Saturday, January 06, 2007

On Writing and Not Writing

Many writers have written eloquently about why they write. For me, the more appropriate essay might be "Why I don’t write". In my life I've oscillated between two extremes of perception when it came to writing. On the one hand, writers have something to say and a burning desire to say it, and so they have to write, and, if the writer is sufficiently talented, art simply flows onto the page. On the other hand, writers work hard at the craft of writing, laboring sentence by sentence, page by page, burnishing the prose until it gives off its particular luster, unique to that writer. In the event, the truth appears to be some combination of the two poles. In the first instance, I haven't written, I've told myself, because I've felt that I have nothing to say and that I feel no burning need to write. In the second instance, I've had a hard time imagining myself doing the work.

Doing the work, that’s the rub, isn't it? In recent years, as I've become more and more immersed in literature, the problem has presented itself again, in a different form: the work needed now is how to become a better reader. Attend to the words on the page, follow up on allusions, write about what I read. These are what I know I need to do, what I want to do. But still, I perceive the kind of work that might be necessary to be a better reader, and by extension a writer at all, and I blanch at the effort required. All too often, I've been able to slide by with a minimum of effort. I have, indeed, tended to make something of a virtue of this. But writing, like life, is not easy. When I read what other people have written about this or that book that I've read, I overlook as insignificant those observations that I also made myself. William H. Gass, writing about Paul Valéry's prose pieces in his preface to his own Fiction and the Figures of Life, wrote that Valéry "dared to write on his subjects as if the world had been silent." Too often, I do quite the opposite. I don’t write because the world has emphatically not been silent. Many things have already been said about a great many things, so I discount my own thoughts as obvious or unoriginal, even when thinking or writing for myself. As if the obvious is not important; as if originality is to be valued above all else. As if the less obvious and more original ideas and writing magically appear unbidden without work.

I don't tend to make Resolutions, but one thing I want to do this year is be freer with what I write. I am continually astonished by writers and what they dare commit to words, to write down at all, let alone publish for others to see. When I say "dare", I'm not really talking about shocking or controversial content, although certainly I find myself amazed that Philip Roth, for example, writes about sex the way that he often has. Not because I'm a prude, but because often it's simply embarrassing. Perhaps not a great example. Here's another one: when I read fiction that plays with form, or where the writer has adopted an extreme form, I am often impressed with the commitment. I've started reading Thomas Bernhard's Correction and, once again, as in Bernhard's other works, there are the lengthy sentences, the huge blocks of words, the accretion of detail, the repetition.

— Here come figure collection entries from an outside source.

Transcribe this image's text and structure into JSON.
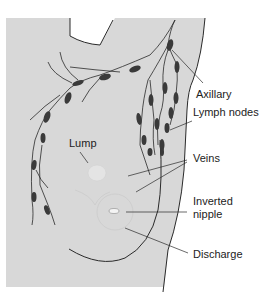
{
  "diagram": {
    "background_color": "#d8d8d8",
    "line_color": "#2a2a2a",
    "node_color": "#3a3a3a",
    "labels": {
      "axillary": "Axillary",
      "lymph_nodes": "Lymph nodes",
      "lump": "Lump",
      "veins": "Veins",
      "inverted": "Inverted",
      "nipple": "nipple",
      "discharge": "Discharge"
    }
  }
}
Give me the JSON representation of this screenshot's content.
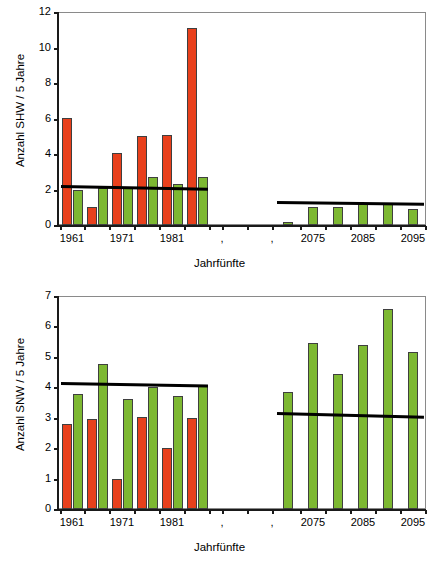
{
  "figure": {
    "width": 439,
    "height": 568,
    "colors": {
      "bar_observed": "#e8401c",
      "bar_modelled": "#7db832",
      "trend_line": "#000000",
      "axis": "#1a1a1a",
      "frame": "#8a8a8a",
      "background": "#ffffff"
    }
  },
  "chart_data": [
    {
      "type": "bar",
      "id": "shw-chart",
      "title": "",
      "xlabel": "Jahrfünfte",
      "ylabel": "Anzahl SHW / 5 Jahre",
      "ylim": [
        0,
        12
      ],
      "yticks": [
        0,
        2,
        4,
        6,
        8,
        10,
        12
      ],
      "ytick_labels": [
        "0",
        "2",
        "4",
        "6",
        "8",
        "10",
        "12"
      ],
      "grid": false,
      "legend": "none",
      "xtick_labels": [
        "1961",
        "1971",
        "1981",
        ",",
        ",",
        "2075",
        "2085",
        "2095"
      ],
      "categories": [
        "1961",
        "1966",
        "1971",
        "1976",
        "1981",
        "1986",
        "2070",
        "2075",
        "2080",
        "2085",
        "2090",
        "2095"
      ],
      "series": [
        {
          "name": "beobachtet",
          "color": "#e8401c",
          "values": [
            6.05,
            1.0,
            4.05,
            5.0,
            5.05,
            11.1,
            null,
            null,
            null,
            null,
            null,
            null
          ]
        },
        {
          "name": "modelliert",
          "color": "#7db832",
          "values": [
            2.0,
            2.1,
            2.15,
            2.7,
            2.3,
            2.7,
            0.15,
            1.0,
            1.0,
            1.2,
            1.25,
            0.9
          ]
        }
      ],
      "trends": [
        {
          "name": "trend-left",
          "x_from": "1961",
          "x_to": "1986",
          "y_from": 2.25,
          "y_to": 2.1
        },
        {
          "name": "trend-right",
          "x_from": "2070",
          "x_to": "2095",
          "y_from": 1.35,
          "y_to": 1.25
        }
      ]
    },
    {
      "type": "bar",
      "id": "snw-chart",
      "title": "",
      "xlabel": "Jahrfünfte",
      "ylabel": "Anzahl SNW / 5 Jahre",
      "ylim": [
        0,
        7
      ],
      "yticks": [
        0,
        1,
        2,
        3,
        4,
        5,
        6,
        7
      ],
      "ytick_labels": [
        "0",
        "1",
        "2",
        "3",
        "4",
        "5",
        "6",
        "7"
      ],
      "grid": false,
      "legend": "none",
      "xtick_labels": [
        "1961",
        "1971",
        "1981",
        ",",
        ",",
        "2075",
        "2085",
        "2095"
      ],
      "categories": [
        "1961",
        "1966",
        "1971",
        "1976",
        "1981",
        "1986",
        "2070",
        "2075",
        "2080",
        "2085",
        "2090",
        "2095"
      ],
      "series": [
        {
          "name": "beobachtet",
          "color": "#e8401c",
          "values": [
            2.78,
            2.95,
            0.97,
            3.02,
            2.02,
            3.0,
            null,
            null,
            null,
            null,
            null,
            null
          ]
        },
        {
          "name": "modelliert",
          "color": "#7db832",
          "values": [
            3.77,
            4.75,
            3.62,
            4.0,
            3.72,
            4.07,
            3.83,
            5.47,
            4.45,
            5.38,
            6.58,
            5.15
          ]
        }
      ],
      "trends": [
        {
          "name": "trend-left",
          "x_from": "1961",
          "x_to": "1986",
          "y_from": 4.18,
          "y_to": 4.1
        },
        {
          "name": "trend-right",
          "x_from": "2070",
          "x_to": "2095",
          "y_from": 3.2,
          "y_to": 3.08
        }
      ]
    }
  ]
}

And then there's the willingness to address time-honored subjects, "as if the world had been silent" or even in full acknowledgment of the distinct lack of silence. Last year, I read Walter Benjamin's memoir Berlin Childhood around 1900. At the end of the book, there is a brief piece called "The Moon", excised by Benjamin in the 1930s, but published anew with this latest edition. In "The Moon", he writes:
When the nightlight, flickering, then brought peace to my hand and me, it appeared that nothing more remained of the world than a single, stubborn question. It may be that this question nested in the folds of the door-curtain that shielded me from noise. It may be that it was nothing but a residue of many past nights. Or, finally, it may be that it was the other side of the feeling of strangeness which the moon had brought on. The question was: Why is there anything at all in the world, why the world? With amazement, I realized that nothing in it could compel me to think the world. Its nonbeing would have struck me as not a whit more problematic than its being, which seemed to wink at nonbeing. The moon had an easy time with this being.
I find this passage beautiful, but I'm struck by the commonality of the anxiety. Why the world? Not an original problem. Benjamin troubled himself to write it down, and wrote beautifully about it, yes, but it's the trouble to write it down that interests me here. In the past, I would have told myself that there was nothing especially interesting about the question, or about having had the question, and any thoughts I might have had surrounding it I would have consigned to oblivion, because I simply wouldn't commit the simple question to the written word, which meant, further, that I wasn't able to develop the line of thinking, that I was consigning all related thoughts similarly to oblivion, that I was therefore not developing my thinking. My modest goal for this year, then, is to allow myself to commit more thoughts to words, to write more. To overcome the amorphous fears preventing me writing. Seemingly simple, but a world away from my established non-practice.

1 comment:

Bobby said...

I sympathize with your quandary, and I'm sure many others do as well. Having the urge to write, but perhaps not the ego or vanity to carry out the task, or suffering impediment with an overly analytical nature. I think you are right to force yourself to "just write". The challenge will be, of course, to force your well developed internal editor into abeyance to allow the words to issue freely. In my own (limited) trials with this problem, I have found it useful to approach my writing in terms of feeling, rather than thinking. Benjamin, I would hazard to guess, wrote about the moment not because he thought it such an original idea, but because of what the idea did to him - what effect it had on his person at that time in his life. The idea itself isn't so significant as is what it did to him, which answers a need we have as readers that is orthogonal to a writer's demand on himself for originality - the need to identify and affirm, to say "Yes, life is like that!". That a piece of writing answers this need doesn't qualify it as art, for sure, but it's a good place to begin.